Rationalization is an important skill and should be rewarded, not punished. If you never try to rationalize others’ decisions then you won’t notice when they actually do have a good justification, and if you never practice rationalization then you’ll never get good enough at it to find their justifications when they exist. The result is gross overconfidence in the stupidity of the opposing side and thus gross overconfidence in one’s own rationality. That leads to tragedies and atrocities, both personal and societal.
Hm, is perspective-taking the same skill that I was talking about? I can’t tell. Also I thought that Eliezer’s examples were phrased in the hypothetical, and thus it’d be rationalizing others’ beliefs/behavior, not one’s own. I’m not sure to what extent rationalizing a conclusion and rationalizing one’s own behavior are related. Introspectively, the defensiveness and self-justifying-ness inherent to the latter makes it a rather different animal.
“Coming up with a single, stupid explanation, failing to realize it is stupid, and then using it as an excuse to cease all further thought” is a very, very bad skill.
Thinking “well, but abandoning a sunk cost actually IS a negative future event” is smart IFF you then go “I’d be miserable for three days. How does that weigh against years spent in the program?”
It’s very, very bad, however, if you stop there and continue to spend 2 years on a PhD just because you don’t want to even THINK about those three days of misery.
I think understanding this dichotomy is critical. If you stop even thinking “well, but abandoning a sunk cost IS a negative future event” because you’re afraid of falling in to the trap of then avoiding all sunk costs, then you’re ignoring real negative consequences to your decisions.
Rationalization is an important skill and should be rewarded, not punished. If you never try to rationalize others’ decisions then you won’t notice when they actually do have a good justification, and if you never practice rationalization then you’ll never get good enough at it to find their justifications when they exist. The result is gross overconfidence in the stupidity of the opposing side and thus gross overconfidence in one’s own rationality. That leads to tragedies and atrocities, both personal and societal.
Perspective-taking is a separate “skill” from rationalizing one’s own behavior.
Hm, is perspective-taking the same skill that I was talking about? I can’t tell. Also I thought that Eliezer’s examples were phrased in the hypothetical, and thus it’d be rationalizing others’ beliefs/behavior, not one’s own. I’m not sure to what extent rationalizing a conclusion and rationalizing one’s own behavior are related. Introspectively, the defensiveness and self-justifying-ness inherent to the latter makes it a rather different animal.
“Coming up with explanations” is a good skill.
“Coming up with a single, stupid explanation, failing to realize it is stupid, and then using it as an excuse to cease all further thought” is a very, very bad skill.
Thinking “well, but abandoning a sunk cost actually IS a negative future event” is smart IFF you then go “I’d be miserable for three days. How does that weigh against years spent in the program?”
It’s very, very bad, however, if you stop there and continue to spend 2 years on a PhD just because you don’t want to even THINK about those three days of misery.
I think understanding this dichotomy is critical. If you stop even thinking “well, but abandoning a sunk cost IS a negative future event” because you’re afraid of falling in to the trap of then avoiding all sunk costs, then you’re ignoring real negative consequences to your decisions.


Find the word "experiment" in the data, then copy each line where it is found.

**Extracts from a graphics dataset**.

+++

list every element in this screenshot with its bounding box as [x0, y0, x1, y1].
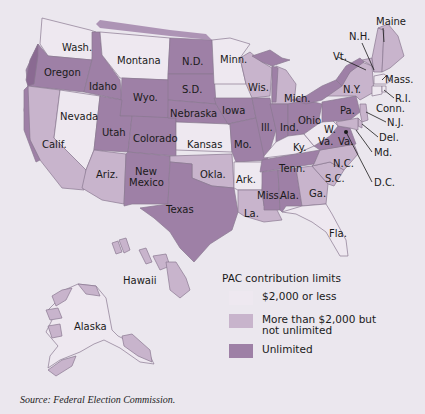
state-washington — [40, 18, 96, 60]
label-mo: Mo. — [234, 139, 252, 150]
label-ill: Ill. — [261, 122, 273, 133]
label-conn: Conn. — [376, 103, 405, 114]
label-ga: Ga. — [309, 188, 326, 199]
label-ariz: Ariz. — [96, 169, 118, 180]
legend-label-mid: More than $2,000 but not unlimited — [262, 314, 392, 336]
source-note: Source: Federal Election Commission. — [20, 394, 175, 405]
label-iowa: Iowa — [222, 105, 245, 116]
label-wva-1: W. — [324, 124, 336, 135]
label-maine: Maine — [376, 16, 406, 27]
legend-swatch-mid — [229, 314, 253, 328]
label-la: La. — [244, 208, 259, 219]
label-nc: N.C. — [333, 158, 354, 169]
label-tenn: Tenn. — [278, 163, 305, 174]
label-ala: Ala. — [280, 190, 299, 201]
label-hawaii: Hawaii — [123, 275, 157, 286]
label-ohio: Ohio — [298, 115, 321, 126]
label-del: Del. — [379, 132, 399, 143]
label-pa: Pa. — [340, 105, 355, 116]
label-ny: N.Y. — [343, 84, 361, 95]
label-sd: S.D. — [182, 84, 202, 95]
label-ark: Ark. — [236, 174, 256, 185]
label-ky: Ky. — [293, 142, 307, 153]
state-new-jersey — [360, 104, 368, 122]
legend-swatch-low — [229, 291, 253, 305]
label-new-mexico-2: Mexico — [129, 177, 164, 188]
label-utah: Utah — [102, 127, 126, 138]
label-kansas: Kansas — [187, 139, 222, 150]
label-new-mexico-1: New — [135, 166, 157, 177]
legend-swatch-unlimited — [229, 344, 253, 358]
label-nd: N.D. — [182, 56, 204, 67]
legend-item-low: $2,000 or less — [229, 291, 336, 305]
label-nj: N.J. — [387, 117, 404, 128]
label-nh: N.H. — [349, 31, 370, 42]
label-montana: Montana — [117, 55, 161, 66]
label-calif: Calif. — [42, 139, 67, 150]
label-oregon: Oregon — [44, 67, 81, 78]
label-minn: Minn. — [220, 54, 247, 65]
label-sc: S.C. — [325, 173, 345, 184]
label-alaska: Alaska — [74, 321, 107, 332]
label-nevada: Nevada — [60, 111, 98, 122]
label-fla: Fla. — [329, 228, 347, 239]
state-hawaii — [112, 238, 190, 298]
label-wva-2: Va. — [318, 136, 333, 147]
legend-title: PAC contribution limits — [222, 272, 341, 284]
label-mich: Mich. — [284, 93, 310, 104]
label-ind: Ind. — [280, 122, 299, 133]
label-nebraska: Nebraska — [170, 108, 217, 119]
label-mass: Mass. — [385, 74, 413, 85]
label-texas: Texas — [165, 204, 194, 215]
label-miss: Miss. — [257, 190, 282, 201]
legend-item-unlimited: Unlimited — [229, 344, 313, 358]
label-wash: Wash. — [62, 42, 92, 53]
state-connecticut — [372, 86, 382, 96]
label-idaho: Idaho — [89, 81, 117, 92]
us-map: Wash. Oregon Idaho Montana N.D. Minn. Wy… — [0, 0, 425, 414]
label-wis: Wis. — [248, 82, 269, 93]
legend-label-unlimited: Unlimited — [262, 344, 313, 355]
legend-item-mid: More than $2,000 but not unlimited — [229, 314, 392, 336]
label-colorado: Colorado — [133, 133, 178, 144]
label-wyo: Wyo. — [133, 92, 158, 103]
label-okla: Okla. — [200, 169, 226, 180]
label-md: Md. — [374, 147, 392, 158]
legend-label-low: $2,000 or less — [262, 291, 336, 302]
label-dc: D.C. — [374, 177, 395, 188]
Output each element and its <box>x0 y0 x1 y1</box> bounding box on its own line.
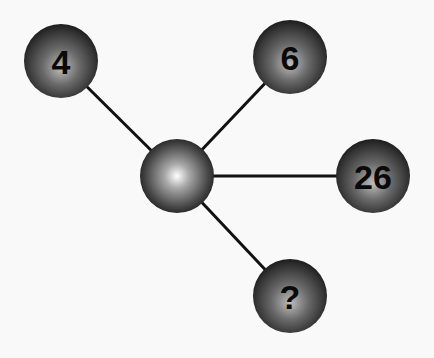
puzzle-diagram: 4626? <box>0 0 434 358</box>
node-label: 4 <box>52 43 71 81</box>
outer-node: 6 <box>253 20 327 94</box>
node-label: 6 <box>281 39 300 77</box>
node-label: ? <box>280 278 301 316</box>
connector-lines <box>61 57 373 296</box>
node-label: 26 <box>354 158 392 196</box>
outer-node: 4 <box>24 24 98 98</box>
outer-node: ? <box>253 259 327 333</box>
center-node <box>140 139 214 213</box>
diagram-svg: 4626? <box>0 0 434 358</box>
outer-node: 26 <box>336 139 410 213</box>
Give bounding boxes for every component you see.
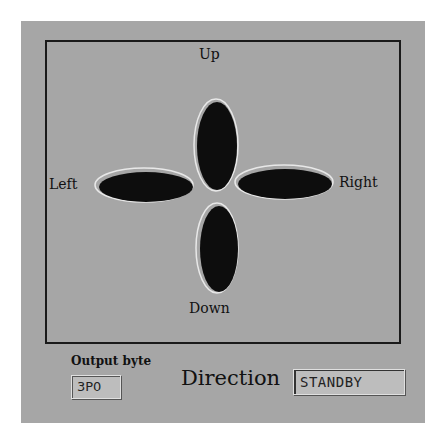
down-button[interactable] <box>196 203 238 293</box>
direction-label: Direction <box>181 366 280 390</box>
up-label: Up <box>199 46 220 62</box>
left-label: Left <box>49 176 77 192</box>
right-label: Right <box>339 174 378 190</box>
up-button[interactable] <box>194 99 238 191</box>
left-button[interactable] <box>95 168 193 202</box>
right-button[interactable] <box>235 165 333 199</box>
output-byte-field[interactable]: 3P0 <box>71 375 121 399</box>
joystick-panel: Up Down Left Right Output byte 3P0 Direc… <box>21 21 425 423</box>
down-label: Down <box>189 300 230 316</box>
direction-field[interactable]: STANDBY <box>293 369 405 395</box>
output-byte-label: Output byte <box>71 354 151 368</box>
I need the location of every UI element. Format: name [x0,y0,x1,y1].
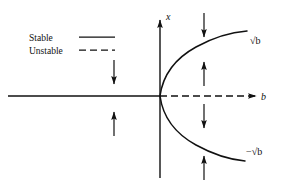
upper-branch-label: √b [250,35,261,46]
x-axis-label: x [165,11,171,22]
lower-branch-label: −√b [246,146,262,157]
diagram-canvas: Stable Unstable x b √b −√b [0,0,281,188]
legend-item-unstable-label: Unstable [29,46,63,56]
legend-item-stable-label: Stable [29,33,53,43]
lower-branch-curve [160,96,245,161]
legend: Stable Unstable [29,33,115,56]
b-axis-label: b [261,91,266,102]
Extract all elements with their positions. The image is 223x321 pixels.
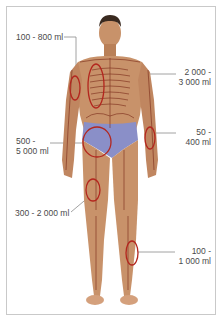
label-ribs: 2 000 - 3 000 ml (178, 67, 211, 87)
label-upper-arm: 100 - 800 ml (16, 32, 63, 42)
label-pelvis: 500 - 5 000 ml (16, 136, 49, 156)
label-lower-leg: 100 - 1 000 ml (178, 246, 211, 266)
anatomy-figure (0, 0, 223, 321)
leader-upper-arm (64, 37, 76, 72)
label-femur: 300 - 2 000 ml (15, 208, 69, 218)
label-forearm: 50 - 400 ml (185, 127, 211, 147)
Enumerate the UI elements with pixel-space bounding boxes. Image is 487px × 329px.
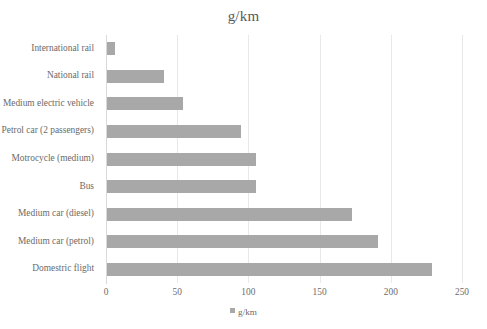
bar bbox=[106, 180, 256, 193]
bar bbox=[106, 125, 241, 138]
chart-legend: g/km bbox=[0, 306, 487, 317]
value-axis-labels: 050100150200250 bbox=[0, 287, 487, 301]
legend-label: g/km bbox=[238, 307, 257, 317]
bar bbox=[106, 97, 183, 110]
value-tick-label: 100 bbox=[241, 287, 255, 297]
category-label: Medium electric vehicle bbox=[3, 98, 94, 108]
value-tick-label: 250 bbox=[455, 287, 469, 297]
category-label: International rail bbox=[31, 43, 94, 53]
category-label: National rail bbox=[47, 70, 94, 80]
value-tick-label: 200 bbox=[384, 287, 398, 297]
bar bbox=[106, 153, 256, 166]
legend-swatch-icon bbox=[230, 308, 235, 313]
category-label: Petrol car (2 passengers) bbox=[2, 125, 94, 135]
gridline bbox=[462, 35, 463, 283]
category-label: Medium car (diesel) bbox=[18, 208, 94, 218]
category-label: Motrocycle (medium) bbox=[11, 153, 94, 163]
value-tick-label: 50 bbox=[173, 287, 182, 297]
bar bbox=[106, 263, 432, 276]
category-label: Medium car (petrol) bbox=[18, 236, 94, 246]
bar-chart: g/km International railNational railMedi… bbox=[0, 0, 487, 329]
category-label: Bus bbox=[79, 181, 94, 191]
value-tick-label: 150 bbox=[313, 287, 327, 297]
bar bbox=[106, 70, 164, 83]
gridline bbox=[391, 35, 392, 283]
plot-area bbox=[106, 35, 462, 283]
value-axis-line bbox=[106, 35, 107, 284]
category-label: Domestric flight bbox=[32, 263, 94, 273]
value-tick-label: 0 bbox=[104, 287, 109, 297]
chart-title: g/km bbox=[0, 8, 487, 25]
bar bbox=[106, 235, 378, 248]
category-axis-labels: International railNational railMedium el… bbox=[0, 35, 100, 283]
bar bbox=[106, 42, 115, 55]
bar bbox=[106, 208, 352, 221]
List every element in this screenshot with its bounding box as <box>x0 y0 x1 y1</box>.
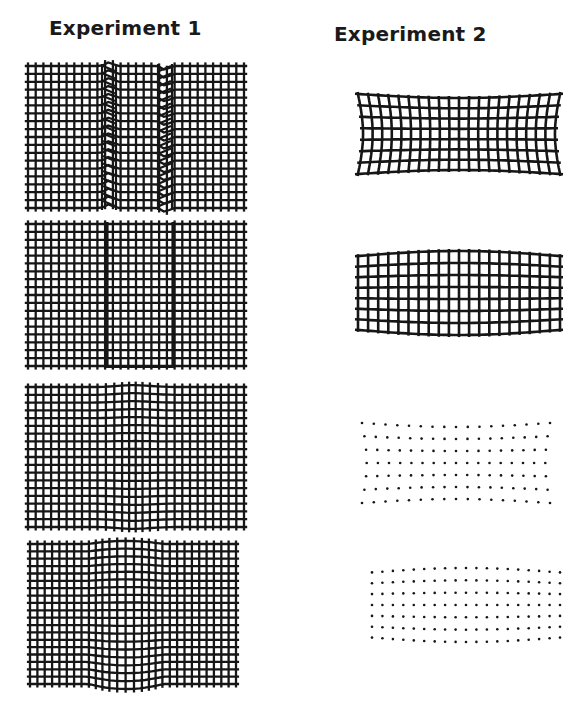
experiment-2-dot-panel-3 <box>358 419 554 507</box>
experiment-2-title: Experiment 2 <box>334 22 487 46</box>
experiment-2-grid-panel-1 <box>354 90 564 178</box>
experiment-1-grid-panel-2 <box>24 220 248 370</box>
experiment-1-grid-panel-3 <box>24 383 248 531</box>
experiment-1-grid-panel-1 <box>24 62 248 212</box>
experiment-1-title: Experiment 1 <box>49 16 202 40</box>
experiment-1-grid-panel-4 <box>26 540 240 688</box>
experiment-2-grid-panel-2 <box>354 247 564 339</box>
experiment-2-dot-panel-4 <box>368 564 564 646</box>
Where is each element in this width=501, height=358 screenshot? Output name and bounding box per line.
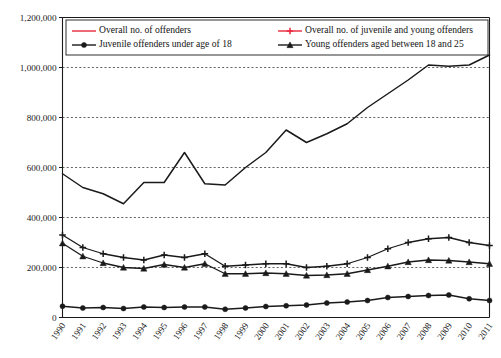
x-axis-tick-label: 2009 [435,321,454,342]
y-axis-tick-label: 1,000,000 [20,63,57,73]
data-point-marker [59,240,65,246]
legend-item-4[interactable]: Young offenders aged between 18 and 25 [278,38,464,49]
x-axis-tick-label: 1999 [232,321,251,342]
data-point-marker [243,306,248,311]
data-point-marker [80,306,85,311]
data-point-marker [59,232,66,239]
x-axis-tick-label: 2011 [476,321,495,342]
data-point-marker [467,296,472,301]
y-axis-tick-label: 200,000 [27,263,57,273]
x-axis-tick-label: 1992 [90,321,109,342]
x-axis-tick-label: 1998 [212,321,231,342]
data-point-marker [120,254,127,261]
data-point-marker [426,293,431,298]
data-point-marker [80,244,87,251]
data-point-marker [385,245,392,252]
data-point-marker [121,306,126,311]
data-point-marker [284,303,289,308]
x-axis-tick-label: 2002 [293,321,312,342]
data-point-marker [283,260,290,267]
x-axis-tick-label: 1990 [49,321,68,342]
data-point-marker [263,260,270,267]
data-point-marker [406,294,411,299]
data-point-marker [425,235,432,242]
series-line [63,243,490,275]
legend-item-2[interactable]: Overall no. of juvenile and young offend… [278,24,473,35]
x-axis-tick-label: 1993 [110,321,129,342]
series-line [63,295,490,309]
data-point-marker [223,307,228,312]
series-line [63,55,490,204]
x-axis-tick-label: 2001 [273,321,292,342]
data-point-marker [181,254,188,261]
legend-item-label: Overall no. of offenders [99,24,191,35]
data-point-marker [222,263,229,270]
x-axis-tick-label: 2003 [313,321,332,342]
x-axis-tick-label: 2008 [415,321,434,342]
x-axis-tick-label: 1997 [191,321,210,342]
x-axis-tick-label: 1995 [151,321,170,342]
data-point-marker [344,260,351,267]
series-4 [59,240,492,278]
data-point-marker [80,253,86,259]
data-point-marker [466,239,473,246]
x-axis-tick-label: 1996 [171,321,190,342]
x-axis-tick-label: 2010 [456,321,475,342]
data-point-marker [141,257,148,264]
data-point-marker [60,304,65,309]
data-point-marker [324,263,331,270]
data-point-marker [304,303,309,308]
chart-legend: Overall no. of offendersOverall no. of j… [66,20,488,55]
data-series [59,55,493,312]
data-point-marker [345,300,350,305]
data-point-marker [486,242,493,249]
x-axis-tick-label: 2000 [252,321,271,342]
data-point-marker [202,250,209,257]
data-point-marker [287,28,294,35]
data-point-marker [303,264,310,271]
data-point-marker [405,239,412,246]
y-axis-labels: 0200,000400,000600,000800,0001,000,0001,… [20,13,57,323]
x-axis-tick-label: 2004 [334,321,353,342]
x-axis-tick-label: 2006 [374,321,393,342]
data-point-marker [446,234,453,241]
data-point-marker [100,250,107,257]
series-3 [60,293,492,312]
data-point-marker [202,305,207,310]
line-chart: 0200,000400,000600,000800,0001,000,0001,… [0,0,501,358]
x-axis-tick-label: 2007 [395,321,414,342]
y-axis-tick-label: 0 [52,313,57,323]
data-point-marker [487,298,492,303]
legend-item-label: Young offenders aged between 18 and 25 [305,38,464,49]
data-point-marker [161,252,168,259]
data-point-marker [182,305,187,310]
y-axis-tick-label: 600,000 [27,163,57,173]
x-axis-tick-label: 1991 [69,321,88,342]
data-point-marker [365,298,370,303]
data-point-marker [101,305,106,310]
x-axis-tick-label: 1994 [130,321,149,342]
legend-item-label: Overall no. of juvenile and young offend… [305,24,473,35]
y-axis-tick-label: 800,000 [27,113,57,123]
y-axis-tick-label: 1,200,000 [20,13,57,23]
data-point-marker [385,295,390,300]
x-axis-tick-label: 2005 [354,321,373,342]
data-point-marker [162,305,167,310]
data-point-marker [263,304,268,309]
series-2 [59,232,493,271]
data-point-marker [82,43,87,48]
data-point-marker [446,293,451,298]
legend-item-label: Juvenile offenders under age of 18 [99,38,232,49]
legend-item-3[interactable]: Juvenile offenders under age of 18 [72,38,232,49]
x-axis-labels: 1990199119921993199419951996199719981999… [49,321,495,342]
data-point-marker [141,305,146,310]
series-1 [63,55,490,204]
data-point-marker [324,301,329,306]
data-point-marker [364,254,371,261]
chart-container: 0200,000400,000600,000800,0001,000,0001,… [0,0,501,358]
legend-item-1[interactable]: Overall no. of offenders [72,24,191,35]
y-axis-tick-label: 400,000 [27,213,57,223]
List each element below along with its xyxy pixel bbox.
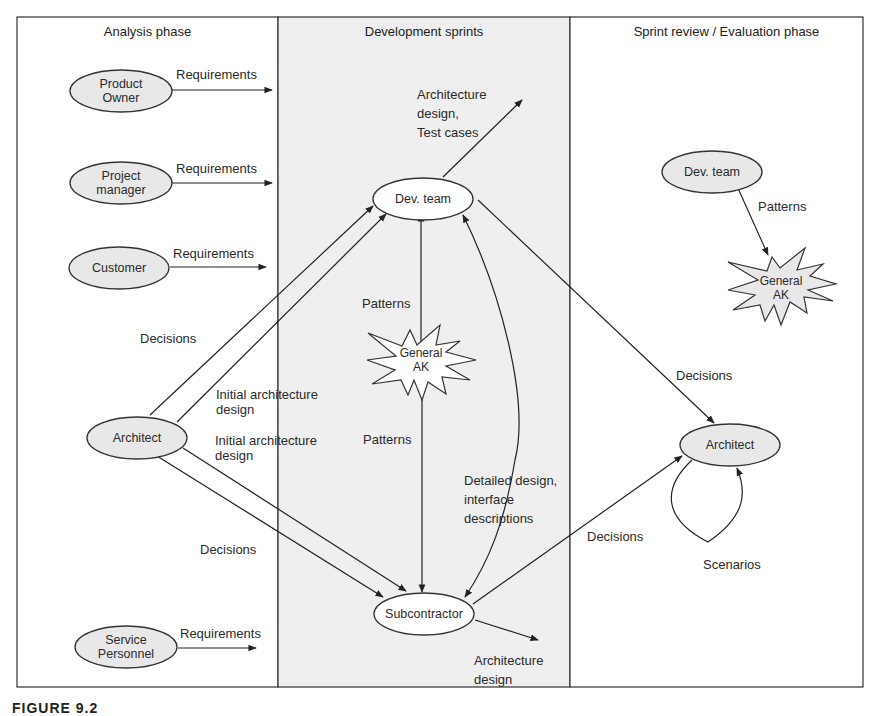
edge-label-right-patterns: Patterns <box>758 199 806 214</box>
label-subcontractor: Subcontractor <box>374 593 474 635</box>
edge-label-dev-arch-test: Architecture design, Test cases <box>417 85 486 142</box>
edge-label-scenarios: Scenarios <box>703 557 761 572</box>
edge-label-arch-initial-2: Initial architecture design <box>215 433 317 463</box>
label-service-personnel: Service Personnel <box>76 626 176 668</box>
label-dev-team-right: Dev. team <box>662 151 762 193</box>
edge-label-po-req: Requirements <box>176 67 257 82</box>
edge-label-sub-decisions-right: Decisions <box>587 529 643 544</box>
lane-title-development: Development sprints <box>278 24 570 39</box>
label-product-owner: Product Owner <box>71 70 171 112</box>
figure-caption: FIGURE 9.2 <box>12 700 98 716</box>
edge-label-dev-decisions-right: Decisions <box>676 368 732 383</box>
label-dev-team-mid: Dev. team <box>373 178 473 220</box>
lane-analysis <box>17 17 278 687</box>
lane-title-analysis: Analysis phase <box>17 24 278 39</box>
edge-label-detailed-design: Detailed design, interface descriptions <box>464 471 557 528</box>
lane-title-review: Sprint review / Evaluation phase <box>580 24 873 39</box>
label-customer: Customer <box>69 247 169 289</box>
lane-review <box>570 17 863 687</box>
edge-label-patterns-up: Patterns <box>362 296 410 311</box>
edge-label-arch-initial-1: Initial architecture design <box>216 387 318 417</box>
edge-label-arch-decisions-up: Decisions <box>140 331 196 346</box>
edge-label-sp-req: Requirements <box>180 626 261 641</box>
label-architect-right: Architect <box>680 424 780 466</box>
label-architect-left: Architect <box>87 417 187 459</box>
edge-label-cust-req: Requirements <box>173 246 254 261</box>
label-project-manager: Project manager <box>71 162 171 204</box>
edge-label-arch-decisions-down: Decisions <box>200 542 256 557</box>
label-general-ak-right: General AK <box>741 271 821 305</box>
edge-label-patterns-down: Patterns <box>363 432 411 447</box>
label-general-ak-mid: General AK <box>381 343 461 377</box>
edge-label-sub-arch-design: Architecture design <box>474 651 543 689</box>
edge-label-pm-req: Requirements <box>176 161 257 176</box>
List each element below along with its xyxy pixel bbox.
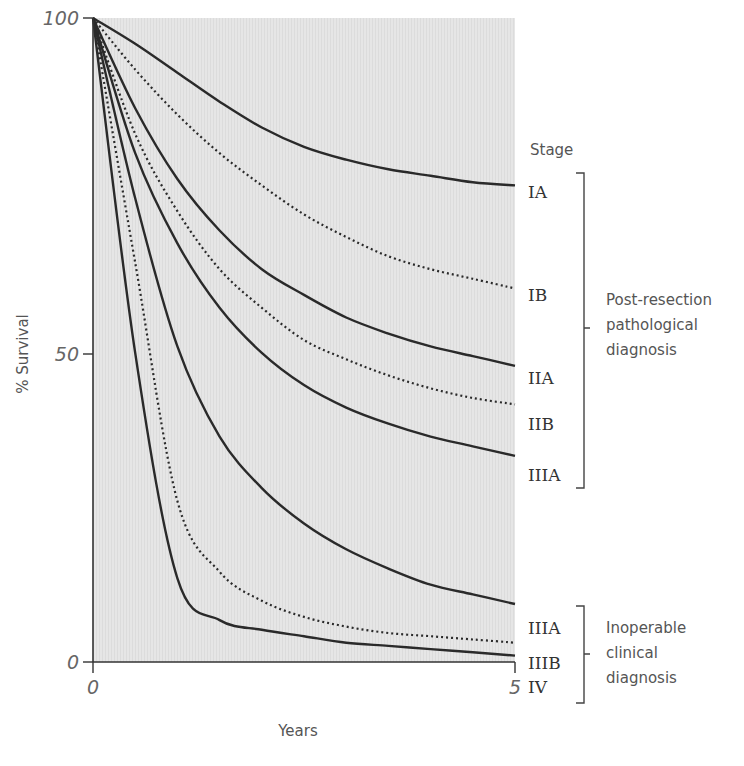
- group-label-post-resection-1: Post-resection: [606, 291, 712, 309]
- group-label-inoperable-2: clinical: [606, 644, 658, 662]
- y-tick-label-50: 50: [55, 343, 79, 365]
- x-tick-label-0: 0: [87, 676, 99, 698]
- stage-label-iiia-clin: IIIA: [528, 618, 561, 638]
- stage-label-iiia-path: IIIA: [528, 465, 561, 485]
- plot-background: [93, 18, 515, 662]
- y-tick-label-0: 0: [67, 651, 79, 673]
- stage-label-iiib: IIIB: [528, 653, 561, 673]
- stage-label-iv: IV: [528, 677, 548, 697]
- stage-label-ib: IB: [528, 285, 547, 305]
- x-axis-title: Years: [277, 722, 318, 740]
- stage-label-iia: IIA: [528, 368, 554, 388]
- bracket-inoperable: [576, 606, 590, 703]
- group-label-inoperable-3: diagnosis: [606, 669, 677, 687]
- group-label-post-resection-2: pathological: [606, 316, 698, 334]
- stage-label-iib: IIB: [528, 414, 554, 434]
- group-label-inoperable-1: Inoperable: [606, 619, 686, 637]
- y-tick-label-100: 100: [43, 7, 79, 29]
- stage-label-ia: IA: [528, 182, 548, 202]
- legend-title: Stage: [530, 141, 573, 159]
- group-label-post-resection-3: diagnosis: [606, 341, 677, 359]
- bracket-post-resection: [576, 173, 590, 488]
- survival-chart: 100 50 0 0 5 % Survival Years Stage IA I…: [0, 0, 744, 766]
- x-tick-label-5: 5: [509, 676, 521, 698]
- y-axis-title: % Survival: [14, 314, 32, 394]
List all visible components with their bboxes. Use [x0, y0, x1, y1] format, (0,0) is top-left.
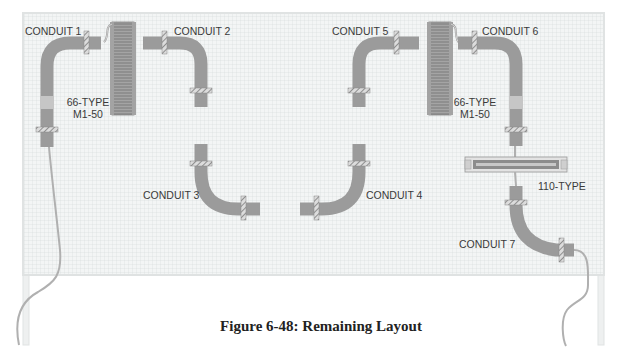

+++

**Response for this exercise**.
experiment-2-dot-panel-3 <box>358 419 554 507</box>
experiment-2-title: Experiment 2 <box>334 22 487 46</box>
experiment-2-grid-panel-1 <box>354 90 564 178</box>
experiment-1-grid-panel-2 <box>24 220 248 370</box>
experiment-1-grid-panel-3 <box>24 383 248 531</box>
experiment-1-grid-panel-1 <box>24 62 248 212</box>
experiment-1-title: Experiment 1 <box>49 16 202 40</box>
experiment-1-grid-panel-4 <box>26 540 240 688</box>
experiment-2-grid-panel-2 <box>354 247 564 339</box>
experiment-2-dot-panel-4 <box>368 564 564 646</box>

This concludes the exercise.